Here we go again: Netflix’s ‘Russian Doll’ is back, and even more Jewy than before
Because Natasha Lyonne is one of the great creative personalities of our time, even the specter of Nazism can’t bring this wild, weird show down. Season 2 airs from April 20
It has been a weird few years since Natasha Lyonne debuted her series “Russian Doll” on Netflix. We saw a violent insurrection in the United States capital and a global plague that turned society upside-down. These are times when you want to say, as Lyonne’s Nadia Vulvokov so eloquently puts it before tossing back a shot of bourbon, “When the universe f***s with you… let it!”

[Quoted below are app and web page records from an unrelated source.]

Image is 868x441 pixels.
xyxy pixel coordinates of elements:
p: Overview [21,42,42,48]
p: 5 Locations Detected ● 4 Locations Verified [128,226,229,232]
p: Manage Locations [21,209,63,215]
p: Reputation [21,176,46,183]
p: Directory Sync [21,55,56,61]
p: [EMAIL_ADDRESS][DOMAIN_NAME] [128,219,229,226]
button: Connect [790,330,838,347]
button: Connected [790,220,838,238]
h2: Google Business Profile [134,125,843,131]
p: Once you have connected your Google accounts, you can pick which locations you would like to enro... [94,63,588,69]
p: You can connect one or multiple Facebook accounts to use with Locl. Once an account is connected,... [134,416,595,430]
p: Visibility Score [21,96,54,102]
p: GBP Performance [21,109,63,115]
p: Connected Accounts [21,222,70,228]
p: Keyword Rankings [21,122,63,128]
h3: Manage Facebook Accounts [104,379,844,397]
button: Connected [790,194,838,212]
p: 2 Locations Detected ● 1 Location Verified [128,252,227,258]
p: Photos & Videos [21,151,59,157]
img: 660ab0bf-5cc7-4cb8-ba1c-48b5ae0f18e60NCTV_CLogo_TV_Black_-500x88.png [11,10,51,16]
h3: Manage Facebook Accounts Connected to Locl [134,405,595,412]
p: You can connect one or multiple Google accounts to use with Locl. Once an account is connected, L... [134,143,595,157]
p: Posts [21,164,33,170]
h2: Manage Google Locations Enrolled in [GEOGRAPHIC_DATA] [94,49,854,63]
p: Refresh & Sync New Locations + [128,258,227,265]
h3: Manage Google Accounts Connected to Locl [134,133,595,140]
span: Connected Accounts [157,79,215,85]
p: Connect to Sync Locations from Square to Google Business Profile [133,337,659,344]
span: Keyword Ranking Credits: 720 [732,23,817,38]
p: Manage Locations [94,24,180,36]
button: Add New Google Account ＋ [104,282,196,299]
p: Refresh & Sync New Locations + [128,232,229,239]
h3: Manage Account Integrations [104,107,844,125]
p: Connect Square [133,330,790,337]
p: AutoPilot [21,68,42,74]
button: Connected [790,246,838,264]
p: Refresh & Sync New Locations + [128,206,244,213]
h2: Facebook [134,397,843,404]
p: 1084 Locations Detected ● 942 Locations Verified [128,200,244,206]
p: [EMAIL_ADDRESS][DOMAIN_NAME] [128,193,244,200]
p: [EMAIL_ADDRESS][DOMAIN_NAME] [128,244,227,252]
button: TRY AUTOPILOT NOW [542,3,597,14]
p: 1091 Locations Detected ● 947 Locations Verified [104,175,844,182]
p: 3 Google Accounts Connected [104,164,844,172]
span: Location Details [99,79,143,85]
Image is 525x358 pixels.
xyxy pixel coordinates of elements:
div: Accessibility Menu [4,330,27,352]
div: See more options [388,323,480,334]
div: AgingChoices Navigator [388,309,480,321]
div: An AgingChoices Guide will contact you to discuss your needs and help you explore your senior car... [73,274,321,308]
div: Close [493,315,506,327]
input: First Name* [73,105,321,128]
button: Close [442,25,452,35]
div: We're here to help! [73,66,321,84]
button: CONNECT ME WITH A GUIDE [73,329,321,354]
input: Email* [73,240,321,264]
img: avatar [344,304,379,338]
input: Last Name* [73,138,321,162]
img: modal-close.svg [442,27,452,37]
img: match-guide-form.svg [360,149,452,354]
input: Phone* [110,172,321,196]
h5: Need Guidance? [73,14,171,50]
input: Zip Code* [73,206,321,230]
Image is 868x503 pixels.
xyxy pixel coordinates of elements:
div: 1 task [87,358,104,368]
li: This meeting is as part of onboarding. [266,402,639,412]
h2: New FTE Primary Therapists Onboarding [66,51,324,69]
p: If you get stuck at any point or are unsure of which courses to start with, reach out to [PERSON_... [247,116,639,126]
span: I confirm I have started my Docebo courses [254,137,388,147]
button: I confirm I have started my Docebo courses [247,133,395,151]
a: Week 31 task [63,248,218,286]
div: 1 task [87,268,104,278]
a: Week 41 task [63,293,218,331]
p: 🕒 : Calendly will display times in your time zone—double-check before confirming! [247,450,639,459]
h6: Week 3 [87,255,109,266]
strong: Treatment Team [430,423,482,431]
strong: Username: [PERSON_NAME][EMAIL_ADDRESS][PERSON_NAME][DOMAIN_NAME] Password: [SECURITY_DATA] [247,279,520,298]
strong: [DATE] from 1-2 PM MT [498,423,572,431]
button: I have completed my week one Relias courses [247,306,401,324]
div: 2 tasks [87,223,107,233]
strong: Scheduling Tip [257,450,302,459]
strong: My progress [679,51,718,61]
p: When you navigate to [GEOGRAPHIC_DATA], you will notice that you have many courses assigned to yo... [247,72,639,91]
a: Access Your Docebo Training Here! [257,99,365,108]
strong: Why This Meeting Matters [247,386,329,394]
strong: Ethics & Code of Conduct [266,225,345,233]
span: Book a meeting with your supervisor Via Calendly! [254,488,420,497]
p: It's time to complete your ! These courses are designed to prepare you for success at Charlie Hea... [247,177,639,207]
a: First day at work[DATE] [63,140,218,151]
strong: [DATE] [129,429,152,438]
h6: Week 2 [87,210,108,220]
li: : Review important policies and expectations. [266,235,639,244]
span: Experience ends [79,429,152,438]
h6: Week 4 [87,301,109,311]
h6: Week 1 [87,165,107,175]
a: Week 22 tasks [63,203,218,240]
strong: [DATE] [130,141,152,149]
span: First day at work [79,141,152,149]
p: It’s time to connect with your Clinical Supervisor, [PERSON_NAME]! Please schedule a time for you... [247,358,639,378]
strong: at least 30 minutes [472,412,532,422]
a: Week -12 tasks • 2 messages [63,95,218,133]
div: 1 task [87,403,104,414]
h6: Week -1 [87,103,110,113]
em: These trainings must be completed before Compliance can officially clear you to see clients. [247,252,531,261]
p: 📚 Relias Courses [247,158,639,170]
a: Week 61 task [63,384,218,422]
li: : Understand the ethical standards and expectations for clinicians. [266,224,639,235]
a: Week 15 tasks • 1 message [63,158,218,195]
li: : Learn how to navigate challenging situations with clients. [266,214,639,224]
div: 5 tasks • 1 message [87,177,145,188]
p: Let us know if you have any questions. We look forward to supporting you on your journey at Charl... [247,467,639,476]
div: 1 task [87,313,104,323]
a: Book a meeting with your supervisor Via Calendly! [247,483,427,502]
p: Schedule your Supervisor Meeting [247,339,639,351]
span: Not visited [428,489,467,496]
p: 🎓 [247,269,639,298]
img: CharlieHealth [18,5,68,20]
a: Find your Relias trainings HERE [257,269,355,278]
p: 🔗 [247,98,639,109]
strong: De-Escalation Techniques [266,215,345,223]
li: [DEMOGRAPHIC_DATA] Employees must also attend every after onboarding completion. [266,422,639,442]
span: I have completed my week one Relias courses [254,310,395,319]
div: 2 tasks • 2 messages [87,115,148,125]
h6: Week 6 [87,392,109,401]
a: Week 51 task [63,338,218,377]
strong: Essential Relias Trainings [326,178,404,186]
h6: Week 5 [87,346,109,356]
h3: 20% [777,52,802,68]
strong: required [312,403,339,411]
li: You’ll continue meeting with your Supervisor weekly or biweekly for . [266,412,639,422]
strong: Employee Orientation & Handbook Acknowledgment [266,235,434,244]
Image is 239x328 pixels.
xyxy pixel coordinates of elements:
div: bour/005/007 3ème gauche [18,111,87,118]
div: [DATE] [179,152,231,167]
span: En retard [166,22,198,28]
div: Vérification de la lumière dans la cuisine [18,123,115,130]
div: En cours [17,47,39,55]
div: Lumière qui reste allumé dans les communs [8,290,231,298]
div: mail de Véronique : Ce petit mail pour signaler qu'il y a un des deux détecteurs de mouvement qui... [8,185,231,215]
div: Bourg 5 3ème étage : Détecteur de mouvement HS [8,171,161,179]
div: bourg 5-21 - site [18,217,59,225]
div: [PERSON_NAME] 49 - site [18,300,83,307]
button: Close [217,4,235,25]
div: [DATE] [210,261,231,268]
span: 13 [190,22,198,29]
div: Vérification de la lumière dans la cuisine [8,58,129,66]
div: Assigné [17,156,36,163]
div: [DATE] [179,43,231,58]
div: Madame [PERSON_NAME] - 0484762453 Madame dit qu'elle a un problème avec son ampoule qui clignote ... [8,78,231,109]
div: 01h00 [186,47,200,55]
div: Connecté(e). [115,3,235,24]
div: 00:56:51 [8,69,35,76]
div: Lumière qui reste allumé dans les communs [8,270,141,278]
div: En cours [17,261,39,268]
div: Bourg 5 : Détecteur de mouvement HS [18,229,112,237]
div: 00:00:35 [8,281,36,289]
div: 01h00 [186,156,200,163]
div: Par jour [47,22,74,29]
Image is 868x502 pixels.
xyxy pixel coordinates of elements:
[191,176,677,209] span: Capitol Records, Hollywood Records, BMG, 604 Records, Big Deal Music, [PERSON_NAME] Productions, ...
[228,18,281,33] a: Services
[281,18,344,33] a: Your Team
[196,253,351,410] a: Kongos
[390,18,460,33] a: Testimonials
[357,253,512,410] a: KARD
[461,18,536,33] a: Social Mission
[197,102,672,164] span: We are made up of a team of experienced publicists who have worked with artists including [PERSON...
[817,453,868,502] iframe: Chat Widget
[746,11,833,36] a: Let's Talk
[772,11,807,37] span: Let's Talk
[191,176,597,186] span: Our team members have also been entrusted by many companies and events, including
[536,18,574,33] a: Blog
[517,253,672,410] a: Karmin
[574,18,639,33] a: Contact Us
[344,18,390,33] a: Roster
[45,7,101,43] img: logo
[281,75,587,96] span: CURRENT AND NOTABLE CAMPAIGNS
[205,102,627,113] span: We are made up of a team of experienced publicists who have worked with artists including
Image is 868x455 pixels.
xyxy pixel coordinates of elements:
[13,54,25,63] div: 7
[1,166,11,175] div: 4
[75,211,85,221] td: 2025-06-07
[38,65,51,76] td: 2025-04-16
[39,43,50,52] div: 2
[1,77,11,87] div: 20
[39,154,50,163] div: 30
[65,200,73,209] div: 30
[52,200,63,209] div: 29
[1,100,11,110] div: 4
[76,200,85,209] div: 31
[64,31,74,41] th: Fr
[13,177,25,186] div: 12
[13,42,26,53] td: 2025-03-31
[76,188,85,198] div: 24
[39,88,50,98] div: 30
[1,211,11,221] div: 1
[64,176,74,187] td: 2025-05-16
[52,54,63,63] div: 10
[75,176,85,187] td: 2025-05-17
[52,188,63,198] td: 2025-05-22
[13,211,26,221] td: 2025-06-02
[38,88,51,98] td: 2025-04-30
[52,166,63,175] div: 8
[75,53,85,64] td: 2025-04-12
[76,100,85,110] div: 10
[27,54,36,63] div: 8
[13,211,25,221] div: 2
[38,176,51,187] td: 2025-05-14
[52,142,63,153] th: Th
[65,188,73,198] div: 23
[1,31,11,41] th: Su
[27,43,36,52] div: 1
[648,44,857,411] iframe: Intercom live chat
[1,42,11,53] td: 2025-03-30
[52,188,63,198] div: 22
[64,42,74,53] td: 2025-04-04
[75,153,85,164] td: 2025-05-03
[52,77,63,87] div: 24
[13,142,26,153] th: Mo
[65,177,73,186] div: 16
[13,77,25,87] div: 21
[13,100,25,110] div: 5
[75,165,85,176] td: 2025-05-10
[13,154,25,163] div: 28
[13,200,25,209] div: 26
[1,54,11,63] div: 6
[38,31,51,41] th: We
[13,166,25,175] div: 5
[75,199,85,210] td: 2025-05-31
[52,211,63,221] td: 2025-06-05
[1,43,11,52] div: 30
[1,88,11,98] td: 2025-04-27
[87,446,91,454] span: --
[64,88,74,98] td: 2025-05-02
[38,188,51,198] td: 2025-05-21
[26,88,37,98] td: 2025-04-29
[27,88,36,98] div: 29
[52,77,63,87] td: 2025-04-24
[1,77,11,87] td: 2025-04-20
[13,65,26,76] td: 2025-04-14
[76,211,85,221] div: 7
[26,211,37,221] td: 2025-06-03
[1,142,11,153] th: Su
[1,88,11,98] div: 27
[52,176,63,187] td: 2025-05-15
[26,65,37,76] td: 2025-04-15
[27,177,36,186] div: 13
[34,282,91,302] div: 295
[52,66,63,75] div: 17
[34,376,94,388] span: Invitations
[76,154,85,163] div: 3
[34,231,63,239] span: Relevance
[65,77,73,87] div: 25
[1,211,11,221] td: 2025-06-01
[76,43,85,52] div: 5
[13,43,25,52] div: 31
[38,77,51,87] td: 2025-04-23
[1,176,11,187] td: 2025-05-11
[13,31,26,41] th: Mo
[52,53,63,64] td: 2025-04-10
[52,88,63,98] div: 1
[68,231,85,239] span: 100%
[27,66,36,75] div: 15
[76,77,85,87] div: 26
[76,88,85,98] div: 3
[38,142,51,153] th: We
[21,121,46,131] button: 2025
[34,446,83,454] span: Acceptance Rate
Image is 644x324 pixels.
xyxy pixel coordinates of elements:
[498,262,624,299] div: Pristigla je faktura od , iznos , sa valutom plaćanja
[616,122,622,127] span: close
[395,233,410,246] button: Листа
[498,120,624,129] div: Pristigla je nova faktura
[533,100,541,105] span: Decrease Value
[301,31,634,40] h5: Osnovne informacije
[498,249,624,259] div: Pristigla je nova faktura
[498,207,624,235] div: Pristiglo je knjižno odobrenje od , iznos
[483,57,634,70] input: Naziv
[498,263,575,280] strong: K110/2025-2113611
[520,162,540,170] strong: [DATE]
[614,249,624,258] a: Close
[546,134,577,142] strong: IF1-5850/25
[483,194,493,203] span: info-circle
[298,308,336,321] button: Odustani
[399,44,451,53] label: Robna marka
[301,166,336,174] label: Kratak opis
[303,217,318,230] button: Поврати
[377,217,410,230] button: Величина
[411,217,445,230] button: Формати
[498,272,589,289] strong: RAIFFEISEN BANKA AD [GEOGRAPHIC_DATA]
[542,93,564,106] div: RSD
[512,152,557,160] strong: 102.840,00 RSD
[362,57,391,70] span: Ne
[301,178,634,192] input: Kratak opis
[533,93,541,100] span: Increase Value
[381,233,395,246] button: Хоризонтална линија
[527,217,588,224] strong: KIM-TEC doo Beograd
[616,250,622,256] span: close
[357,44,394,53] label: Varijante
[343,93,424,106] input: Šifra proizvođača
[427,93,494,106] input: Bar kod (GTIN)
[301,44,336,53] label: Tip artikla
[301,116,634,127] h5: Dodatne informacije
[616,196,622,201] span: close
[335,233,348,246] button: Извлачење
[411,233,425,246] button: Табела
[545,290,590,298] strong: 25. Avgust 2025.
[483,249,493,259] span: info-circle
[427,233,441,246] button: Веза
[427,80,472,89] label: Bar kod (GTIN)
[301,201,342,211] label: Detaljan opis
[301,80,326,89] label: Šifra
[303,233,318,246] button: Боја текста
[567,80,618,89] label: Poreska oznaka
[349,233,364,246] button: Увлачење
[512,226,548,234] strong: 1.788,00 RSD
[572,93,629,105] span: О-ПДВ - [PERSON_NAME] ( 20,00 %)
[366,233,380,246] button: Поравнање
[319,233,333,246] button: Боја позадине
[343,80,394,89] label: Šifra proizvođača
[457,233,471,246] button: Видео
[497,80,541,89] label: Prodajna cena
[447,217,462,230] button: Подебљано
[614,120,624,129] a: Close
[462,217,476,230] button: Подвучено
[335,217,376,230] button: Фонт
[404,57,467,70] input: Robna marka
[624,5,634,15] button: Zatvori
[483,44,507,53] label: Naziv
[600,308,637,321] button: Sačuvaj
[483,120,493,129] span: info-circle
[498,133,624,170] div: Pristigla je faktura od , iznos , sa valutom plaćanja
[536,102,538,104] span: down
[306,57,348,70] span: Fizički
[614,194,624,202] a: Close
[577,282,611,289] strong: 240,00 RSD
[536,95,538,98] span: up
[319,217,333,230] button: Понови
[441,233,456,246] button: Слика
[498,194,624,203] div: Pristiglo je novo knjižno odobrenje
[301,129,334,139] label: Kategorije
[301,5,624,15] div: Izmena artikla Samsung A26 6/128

This might be a good quip, but not what any true New Yorker actually does. Nor, if you follow Jacob’s lead, how a Jew handles things, either. Luckily Vulvokov, like her creator Lyonne, is both, and once the trippy science fiction premise of this sequel series makes itself known, it is clear that Nadia is going to face its implications head-on and make the difficult, righteous choices. Eventually.
While the original season’s “Groundhog Day”-ish premise formed perfect cause-and-effect figure 8s, part two, airing April 20 on Netflix, doesn’t quite snap together like a jigsaw puzzle. I believe this is by design. Nadia, our downtown hipster Jewess — one of the most “oh-my-God-I-know-her” characters ever seen on television — experienced a lot of self-growth last time. Now she has to somehow make corrections for her family, and this is going to get complicated.
For starters, her mother and grandmother have both died, but when she hops on the downtown 6 train one night, she discovers that her $2.75 buys her a ride back in time. Days before her 40th birthday in 2022, she emerges at Astor Place 40 years ago and, once she starts putting things together, she is actually in the body of her pregnant mother, played by Chloë Sevigny.
Her mother, who committed suicide at 36, broke with her own mother after she lost the family fortune, which had been invested in South African gold Krugerrand coins. If Nadia can somehow recover this stolen satchel, she can create a whole new timeline, right? No, of course not.
Nadia’s grandmother invested in Krugerrands because, like many Holocaust survivors, she maintained a healthy degree of distrust in… everything. She witnessed government lies and mass theft, specifically, given that everything she had of value was taken away on the Hungarian Gold Train, a very real (and strange) footnote from World War II. (Without getting too much into spoiler territory, I’ll simply say that Nadia’s magic tracks don’t just take her to the East Village in the ’80s, but Budapest in the ’40s, too. For a woman who has lived with the specter of Nazism tormenting her family her whole life, it makes for a terrifying realization.)
But also… funny! Because Natasha Lyonne, who wrote and directed many of the seven episodes herself (and served as a producer on the whole shmear) is one of the great creative personalities of our time. Exuding a frazzled beauty that wavers between extreme self-confidence and the woes of the perplexed, she is tougher than nails one minute and a sweetheart who just wants people to be happy the next. She also never misses an opportunity to make a wisecrack, even if no one is listening. No one but us, anyway.
I jotted a string of zings while blazing through the series, then gave up when the list got too long. Half of the time it’s the delivery of the lines (“looks like Purim came early this year!”; “we’re Ashkenazi Jews, not wizards!”) that sells them, anyway.
Nadia’s investigation of her own Judaism isn’t a dialogue; it’s a sitcom between herself and her fate. “You’re not a creationist, are you?” she is asked as she tries, against the pull of time and destiny, to change her family’s story. “Wouldn’t it be nice to have somebody to blame!!?” she snaps back. She doesn’t have time to wonder about God’s plans for her; she’s too busy trying to work around them.
A project this rich has many avenues worth discussing (all the music chosen — from Van Halen to Bauhaus to Falco to Franz Liszt to the Velvet Underground to Brian Eno — is perfect), as are the delightful in-jokes for people who have lived a life similar to Nadia’s. (It was great to see Crazy Eddie again.)
But beyond the weirdo sci fi and the tough gal exterior, this is a wise, tender, and extremely clever exploration of generational trauma. This is a show that Jews of my generation — the grandchildren generation — will feel deep in their bones.
There will be debate if season two was as good as season one, but one thing is for absolute certain: the world could use a season three.